While questions linger over the UK potentially taking a more proactive role in the conflict, Britain has faced criticism from allies over the defence of Cyprus, where a UK base was struck by a drone earlier this week.

Air defence destroyer HMS Dragon is expected to sail to the eastern Mediterranean in the next few days while France and Greece have already deployed military assets to defend the island.

The warship has started resupplying with air defence missiles at a facility in Portsmouth and will return to the berth for a logistics resupply before sailing.

Reform UK MP Robert Jenrick said his party did not support UK offensive action but added that Sir Keir should “absolutely” have given the US access to UK bases immediately.

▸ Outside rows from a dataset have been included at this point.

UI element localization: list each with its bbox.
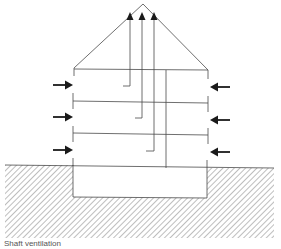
ground <box>5 165 274 238</box>
shaft-2 <box>135 18 142 118</box>
arrow-left-icon <box>210 116 230 125</box>
inflow-arrows-left <box>53 81 73 155</box>
shafts <box>123 18 166 168</box>
outflow-arrows <box>127 12 158 20</box>
arrow-right-icon <box>53 146 73 155</box>
roof <box>74 4 208 70</box>
shaft-3 <box>146 18 154 151</box>
arrow-right-icon <box>53 81 73 90</box>
floor-slabs <box>73 69 208 135</box>
diagram-caption: Shaft ventilation <box>4 239 61 248</box>
shaft-1 <box>123 18 130 86</box>
basement <box>73 165 207 198</box>
arrow-up-icon <box>127 12 134 20</box>
shaft-ventilation-diagram <box>0 0 281 249</box>
arrow-right-icon <box>53 113 73 122</box>
arrow-left-icon <box>210 83 230 92</box>
arrow-left-icon <box>210 148 230 157</box>
arrow-up-icon <box>139 12 146 20</box>
inflow-arrows-right <box>210 83 230 157</box>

“We don’t see a cause for the UK to be deploying our personnel, such as airmen, offensively in bombing raids over Iran,” he told the BBC.

“I think it’s one of the worst failures of military planning in recent years that the United States could build up the biggest armada in that region in a generation and Keir Starmer didn’t put a single ship into the region. We had to rely on the French to defend our base in Cyprus.”

Shadow home secretary Chris Philp called it a “dereliction of duty” not to move warships to Cyprus or the Middle East sooner.

The Conservative frontbencher told Sunday Morning With Trevor Phillips: “The problem is, those ships (HMS Dragon and HMS Prince of Wales), as we speak, are nowhere near Cyprus. They’re nowhere near the Gulf.

“They’re tied up at the docks in Portsmouth because Keir Starmer and Labour Government showed no foresight whatsoever. Even though they knew three or four weeks ago that America planned this action against Iran, they did not move those ships into the region.

“That is a dereliction of duty, frankly.”

One reason it is taking time to prepare Type 45 destroyer HMS Dragon is because it is being equipped to remain at sea for several months if required, rather than rushed into the eastern Mediterranean for a short period.

Tory leader Kemi Badenoch has accused the Prime Minister of being “too scared to make foreign interventions”.

Meanwhile, a third Government charter flight to bring Britons home from the region is due to leave Muscat, Oman, on Sunday just before 7pm UK time and there are plans to charter a commercial flight from Dubai early next week.

More than 32,000 British nationals have now departed the region, which includes the Gulf countries as well as Israel and Lebanon, by air since March 1.